TB in the news this week
Apart from Tuesday’s updates, this week will see a number of other major announcements on TB at the global conference in Hyderabad.
On Wednesday, Vice-President Venkaiah Naidu will officially inaugurate the 50th Union World Conference on Lung Health.
On Monday, the TB Alliance announced that Indian company Macleods is going to be the second generic company to be allowed to manufacture the drug Pretomanid which is used to treat highly drug-resistant TB, as part of a regimen along with Bedaquiline and Linezolid.
Also read: Govt Stalls Payments to 26 Lakh TB Patients Over Suspicious Transactions
Pretomanid is also only the third new anti-TB drug to be approved by the USFDA in 40 years (the other two are Bedaquiline and Delamanid), indicative of just how few options are in the pipeline for TB prevention or cure.

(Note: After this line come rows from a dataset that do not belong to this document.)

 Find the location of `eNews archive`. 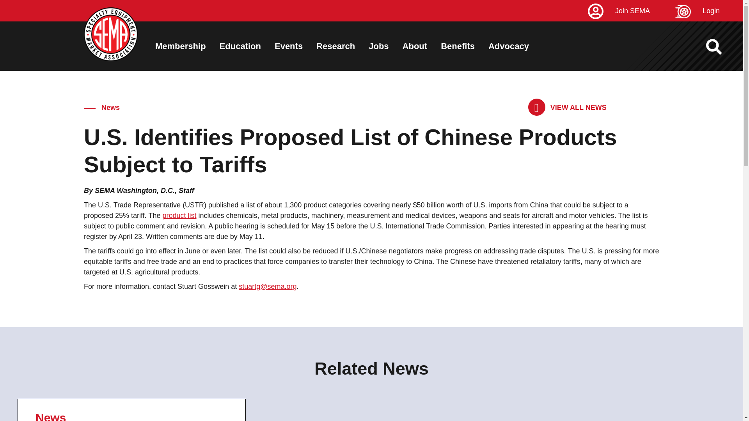

eNews archive is located at coordinates (567, 107).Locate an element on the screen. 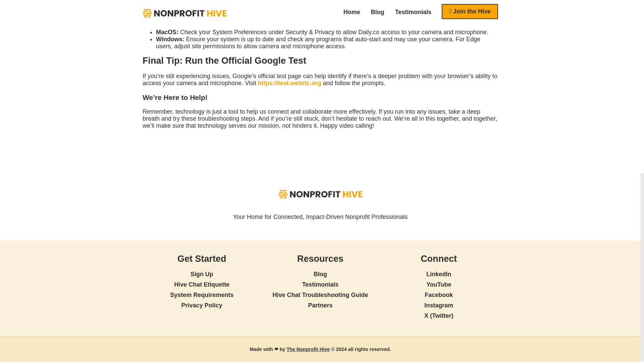 The height and width of the screenshot is (362, 644). Sign Up is located at coordinates (202, 274).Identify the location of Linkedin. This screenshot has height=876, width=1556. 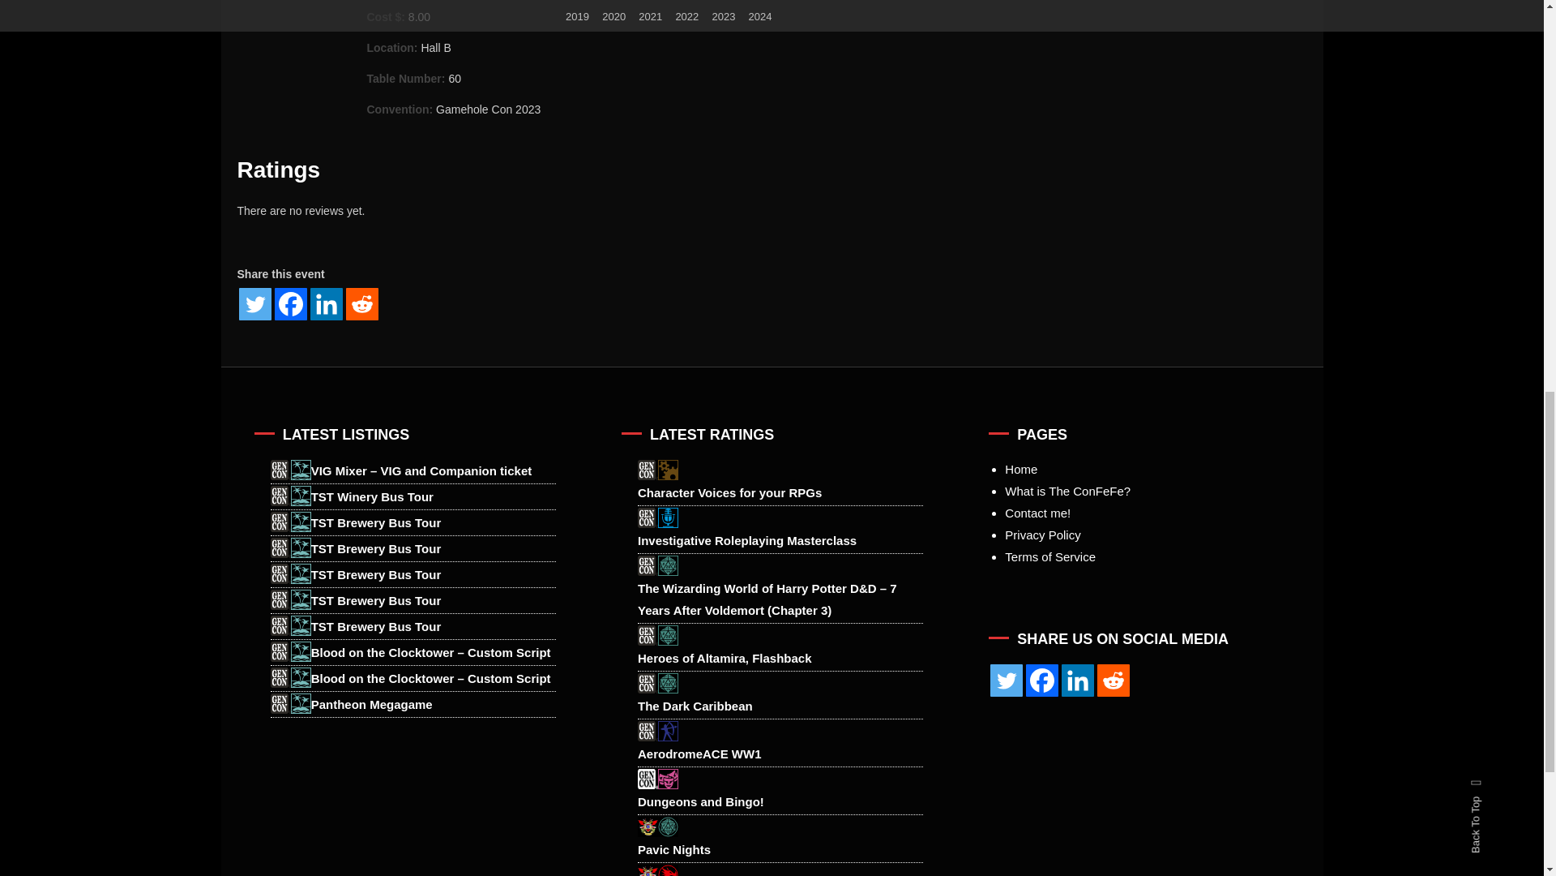
(1077, 679). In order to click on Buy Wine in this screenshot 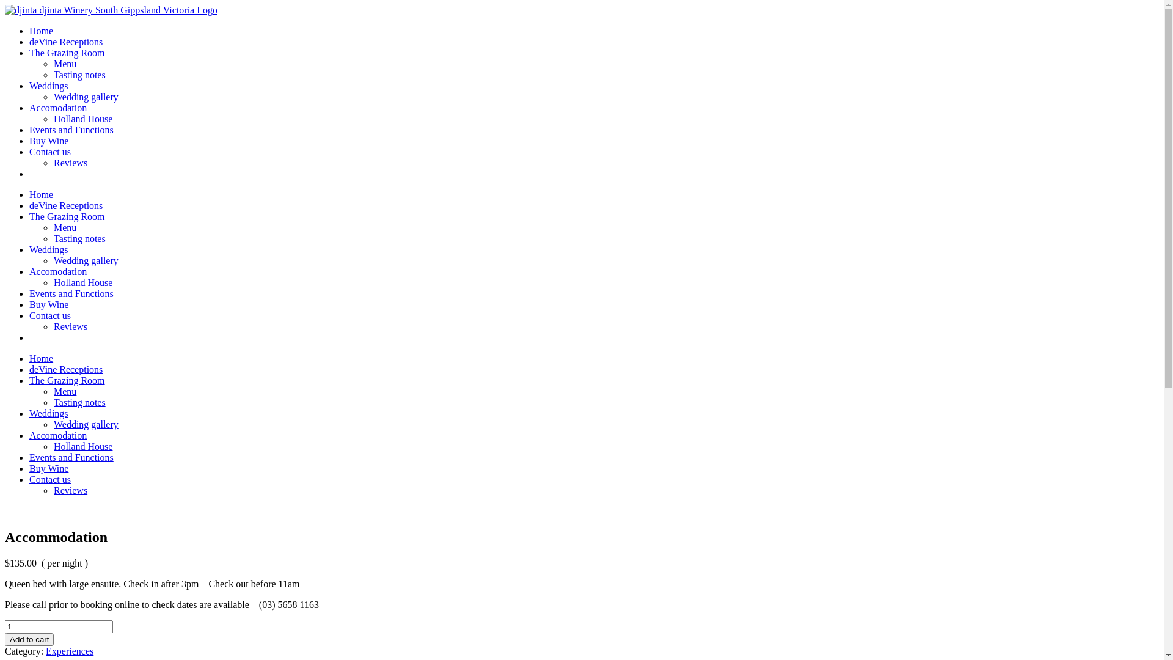, I will do `click(49, 141)`.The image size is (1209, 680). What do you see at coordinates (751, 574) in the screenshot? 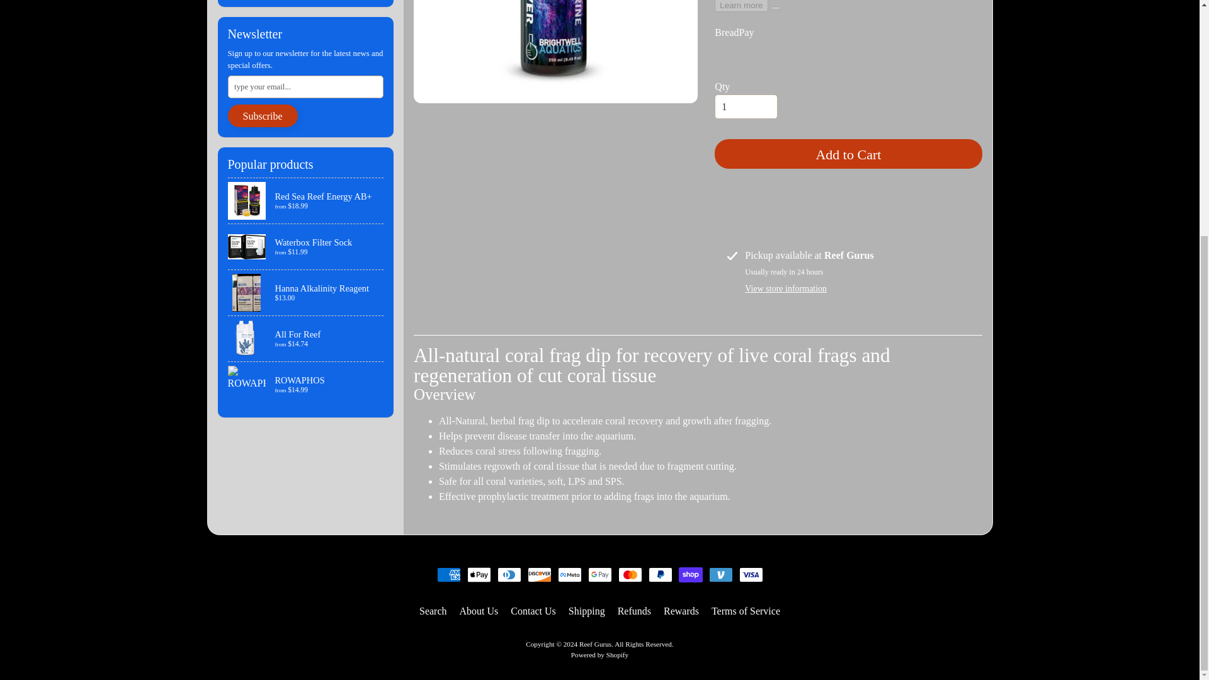
I see `Visa` at bounding box center [751, 574].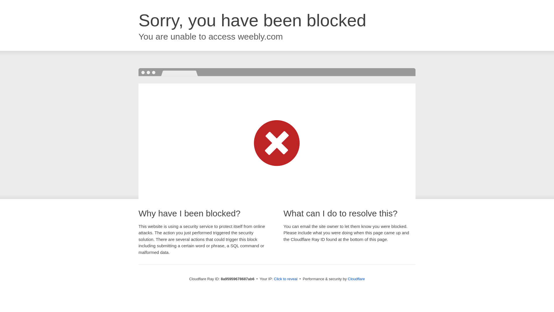 The width and height of the screenshot is (554, 312). I want to click on Click to reveal, so click(286, 279).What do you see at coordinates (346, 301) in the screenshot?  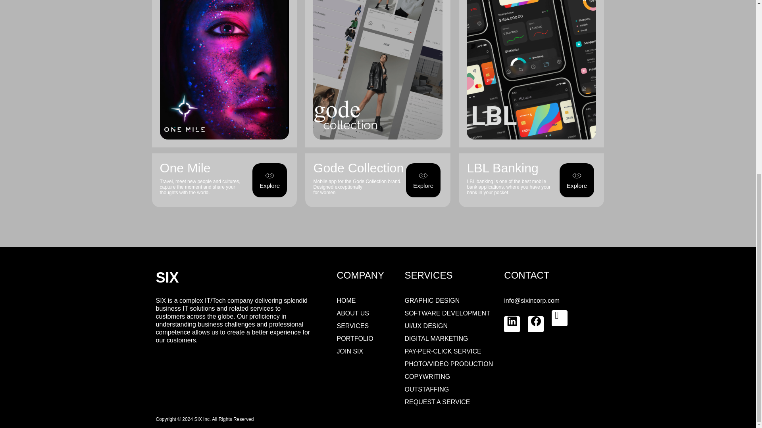 I see `HOME` at bounding box center [346, 301]. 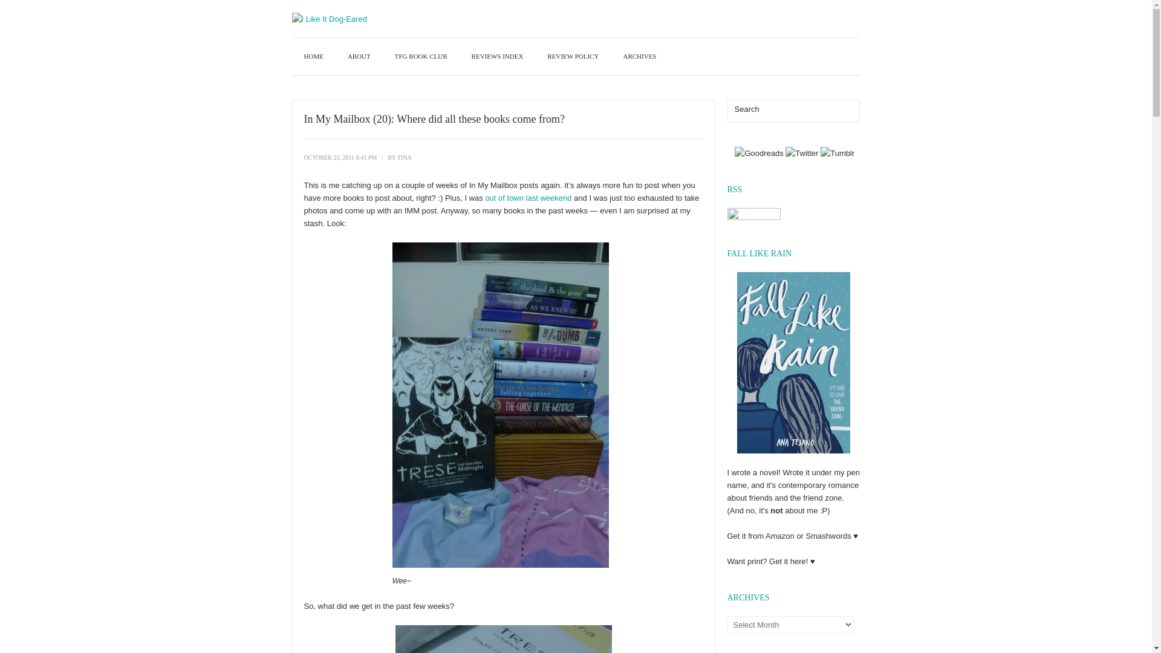 What do you see at coordinates (340, 157) in the screenshot?
I see `OCTOBER 23, 2011 8:41 PM` at bounding box center [340, 157].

Pretomanid also got a boost from the Global Drug Facility which announced on Tuesday that it is now listing its first ever, all-oral regimen which includes this drug at $ 1,040 per treatment course.
The global humanitarian organisation, Doctors Without Borders (Médecins Sans Frontières or MSF) has responded to this, calling this price too high. This is because Pretomanid has to be taken in conjunction with Bedaquiline, which is also an expensive drug.
MSF has also been campaigning for Janssen to bring down the price of Bedaquiline. They want the price of the entire drug resistant TB course to be no higher than $ 500 per person. Right now, TB Alliance is offering the course for $ 1,040. Researchers at the University of Liverpool however, had estimated that generic versions of Pretomanid could be sold (for a profit) for as little as $ 35 a month.
“The public helped pay for the development of this drug, and therefore this drug should be affordable and accessible to anyone who needs it,” says Sharonann Lynch, HIV and TB policy advisor of the MSF Access Campaign.
The Medicines Patent Pool has also announced that it has signed a license with pharma giant Pfizer, for access to data on the investigational TB treatment with Sutezolid. Sutezolid is a potential drug that can also be given in combination with other drugs, to treat multi drug resistant TB. So far this drug has only reached phase 2a in clinical trials and there has been no development on it since 2013.
Pfizer has granted the Medicines Patent Pool a non-exclusive, worldwide and royalty-free licence which can allow the pool to sub-license the drug candidate and its phase 1 clinical trial data to others. So far, Johns Hopkins University is already on board to take the research further.
Lancet has also given TB prime space in its journal with an editorial that says that the world is “not on track to achieve the Sustainable Development Goal target of reducing mortality from tuberculosis by 90% by 2030.”
The Lancet Commission on TB is currently chaired by India’s Soumya Swaminathan who is the WHO’s chief scientist.
Anoo Bhuyan is in Hyderabad reporting as one of ‘The Union’s Media Scholars’ at the ‘50th Union World Conference on Lung Health’.